Dreams

To sleep, perchance to dream - ay, there's the rub


Hamlet (III,i,65-68), William Shakespeare

 

by Dominic Vautier
6-2010


When I was a kid sleep seemed like such a stupid waste of time like being dead or something.  That attitude carried over into adulthood so here I am stuck with pills to help me sleep.

I was not much into dreams either but then I found out a little more about them and how they could make my life better.

The brain is supposed to shut down and go into deep sleep for three or four hours or so then slowly come out in stages characterized by rapid eye movement (REM) where scientists detect that the eyes are moving behind the lids suggesting they are following dream images.  There is also a different kind of chemical activity occurring in the brain during deep and partial sleep periods that may be rearranging memory connections.  This framework kind of describes expected sleep pattern but few of us are easily able to get deep sleep and then transition into dream sleep, especially me.  I always fully wake up after deep sleep and have to force myself to dream. So why do I have to dream?  Because dreams are the stuff left over after brain clean up that occurs in deep sleep.  That's why.  The leftovers have to be cleaned up too.

Dream sleep alone doesn’t fulfill the kind of mental needs as deep sleep does and it does not allow the brain to produce the right kind of chemicals but it is still necessary.  Everybody must have at least a few hours of deep sleep every night before the lighter REM sleep, otherwise the mind starts misbehaving and making bad decisions and doing strange things and even hallucinating.  Deep sleep gives the brain an almost total shut-down period, a chance to catch it’s breath, a half time, a necessary down time to sort out and recharge its synapse connections and put itself in good order for the next days activity.  During deep sleep blood supply to the brain diminishes, the body cools down, the heart beats slower, and since less blood is needed for the brain, muscles get more for rebuilding and removal of lactic acid.  The result is better body and mind balance for wakefulness.  During deep sleep there are no dreams, no time, no feeling, no awareness of motion or change of position, leg movement, or turning, or memory, or anything.  The brain is off line.  It does seem strange that we spend close to a third of our lives in sleep and a portion of that sleep in deep sleep and nobody knows much about what goes on in there.

Even after taking sleeping pills if I can't fall asleep within five minutes I get up because I'm afraid of just laying there.  If I do the cycle becomes reinforcing.  I sometimes can't fall asleep at all but I can dream while still awake.  Weird.  Sometimes I run out of pills and can't sleep at all so I stay up all night and the next day I feel totally wasted.

My sleep problem may have been built in. I accepted it as just another nuisance.  As I grew up my insomnia became a bigger issue and began to affect me.  I couldn't figure out why sleep did not come like it did for other people.  I often missed too much sleep and once in awhile became absolutely and totally exhausted, usually like once a week.  After years of too much hyperactivity and too little sleep and occasional periods of complete utter exhaustion, the doctor told me I had to get deep sleep so I got pills.

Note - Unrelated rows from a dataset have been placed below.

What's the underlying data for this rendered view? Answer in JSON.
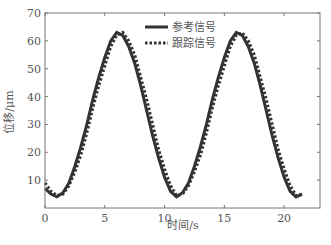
{
  "chart_data": {
    "type": "line",
    "title": "",
    "xlabel": "时间/s",
    "ylabel": "位移/μm",
    "xlim": [
      0,
      23
    ],
    "ylim": [
      0,
      70
    ],
    "xticks": [
      0,
      5,
      10,
      15,
      20
    ],
    "yticks": [
      10,
      20,
      30,
      40,
      50,
      60,
      70
    ],
    "grid": false,
    "legend_position": "top-center",
    "series": [
      {
        "name": "参考信号",
        "style": "solid",
        "x": [
          0,
          0.5,
          1,
          1.5,
          2,
          2.5,
          3,
          3.5,
          4,
          4.5,
          5,
          5.5,
          6,
          6.5,
          7,
          7.5,
          8,
          8.5,
          9,
          9.5,
          10,
          10.5,
          11,
          11.5,
          12,
          12.5,
          13,
          13.5,
          14,
          14.5,
          15,
          15.5,
          16,
          16.5,
          17,
          17.5,
          18,
          18.5,
          19,
          19.5,
          20,
          20.5,
          21,
          21.5
        ],
        "y": [
          7,
          5,
          4,
          5.5,
          9,
          15,
          22,
          30,
          39,
          47,
          54,
          60,
          63,
          62,
          58,
          52,
          44,
          35,
          26,
          18,
          11,
          6,
          4,
          5.5,
          9,
          15,
          22,
          30,
          39,
          47,
          54,
          60,
          63,
          62,
          58,
          52,
          44,
          35,
          26,
          18,
          11,
          6,
          4,
          5
        ]
      },
      {
        "name": "跟踪信号",
        "style": "dotted",
        "x": [
          0,
          0.5,
          1,
          1.5,
          2,
          2.5,
          3,
          3.5,
          4,
          4.5,
          5,
          5.5,
          6,
          6.5,
          7,
          7.5,
          8,
          8.5,
          9,
          9.5,
          10,
          10.5,
          11,
          11.5,
          12,
          12.5,
          13,
          13.5,
          14,
          14.5,
          15,
          15.5,
          16,
          16.5,
          17,
          17.5,
          18,
          18.5,
          19,
          19.5,
          20,
          20.5,
          21,
          21.5
        ],
        "y": [
          9,
          6,
          4.5,
          5,
          8,
          13,
          19,
          27,
          36,
          44,
          51,
          58,
          62,
          63,
          60,
          55,
          47,
          39,
          30,
          21,
          14,
          8,
          4.5,
          5,
          8,
          13,
          19,
          27,
          36,
          44,
          51,
          58,
          62,
          63,
          60,
          55,
          47,
          39,
          30,
          21,
          14,
          8,
          4.5,
          5
        ]
      }
    ]
  },
  "legend": {
    "ref": "参考信号",
    "track": "跟踪信号"
  },
  "axes": {
    "xlabel": "时间/s",
    "ylabel": "位移/μm"
  }
}
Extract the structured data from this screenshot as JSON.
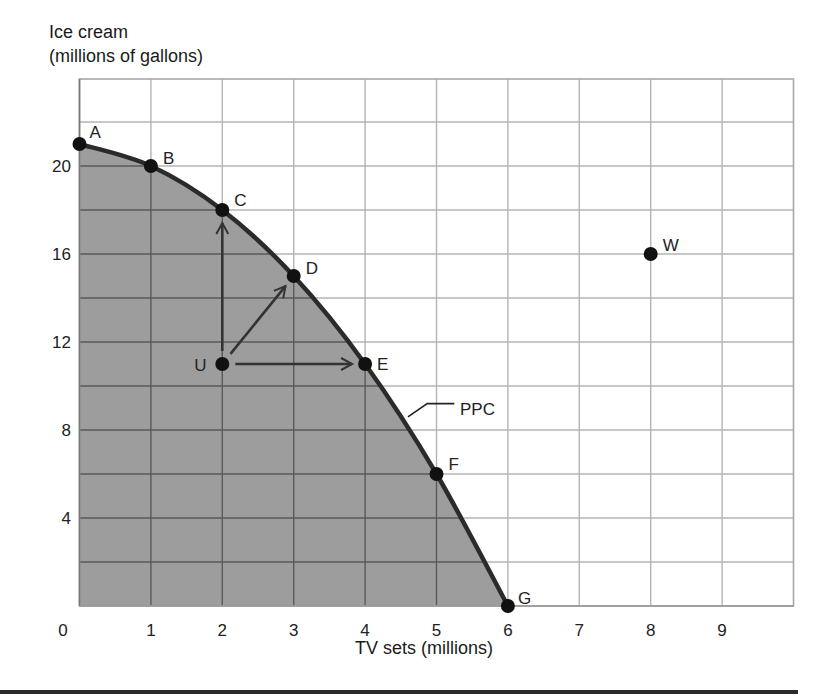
{
  "chart_data": {
    "type": "line",
    "title": "",
    "ylabel_lines": [
      "Ice cream",
      "(millions of gallons)"
    ],
    "xlabel": "TV sets (millions)",
    "x_ticks": [
      0,
      1,
      2,
      3,
      4,
      5,
      6,
      7,
      8,
      9
    ],
    "y_ticks": [
      20,
      16,
      12,
      8,
      4
    ],
    "xlim": [
      0,
      10.2
    ],
    "ylim": [
      0,
      24
    ],
    "grid": true,
    "grid_step_x": 1,
    "grid_step_y": 2,
    "series": [
      {
        "name": "PPC",
        "label": "PPC",
        "shaded_below": true,
        "points": [
          {
            "label": "A",
            "x": 0,
            "y": 21
          },
          {
            "label": "B",
            "x": 1,
            "y": 20
          },
          {
            "label": "C",
            "x": 2,
            "y": 18
          },
          {
            "label": "D",
            "x": 3,
            "y": 15
          },
          {
            "label": "E",
            "x": 4,
            "y": 11
          },
          {
            "label": "F",
            "x": 5,
            "y": 6
          },
          {
            "label": "G",
            "x": 6,
            "y": 0
          }
        ]
      }
    ],
    "extra_points": [
      {
        "label": "U",
        "x": 2,
        "y": 11
      },
      {
        "label": "W",
        "x": 8,
        "y": 16
      }
    ],
    "arrows": [
      {
        "from": "U",
        "to": "C"
      },
      {
        "from": "U",
        "to": "D"
      },
      {
        "from": "U",
        "to": "E"
      }
    ],
    "colors": {
      "shade": "#9d9d9d",
      "grid_light": "#b4b4b4",
      "grid_dark": "#5a5a5a",
      "curve": "#2b2b2b",
      "points": "#111111"
    }
  }
}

I hate to depend on chemicals but our brains were not designed to live long.

Scientists say dreams happen during REM sleep which usually occurs after deep sleep and just before waking up.  During REM sleep the eyes move around so scientists have a hunch that is the time when dreams happen and the brain starts getting more blood and begins processing stimuli but there is no stimuli yet so things get made up from stuff that was left over from the deep sleep clean up.  Scientists can also detect activity in different parts of the brain which along with eye movement suggests that portions of the brain are starting to boot up one at a time and that's how the dreams start first in the frontal cortex where the optic nerves are and later in other parts of the brain.

Strange things happen during dream sleep and nobody really understands it because not all parts of the brain are operating.  Can dreams be reflections of subterranean desires, or scattered images of things recently seen and heard, or unconscious manifestations of your innermost feelings and desires, or suppressed emotions, or long forgotten cravings, or communications with the nether world, or monsters from the Id, or nothing at all but just a bunch of mixed up leftovers from deep sleep?  That's probably it.

I never dream in color.  My wife always dreams in color but I don’t.  My dreams are in shades of gray ... always in shades of gray and in black and white.  I have dark dreams too, sometimes very very dark, a collection of usual suspects: falling from tall buildings, late for a college test, failing an important exam, under water, unable to escape from something very wicked like the devil, monsters under the bed, going to everlasting hellfire or being condemned to die.  I don’t worry too much about my dark dreams because dreams have no basis in the senses: no color, no smell, no taste, and often no words, so I quickly forget my dark dreams entirely and move on with my everyday life.  That’s life.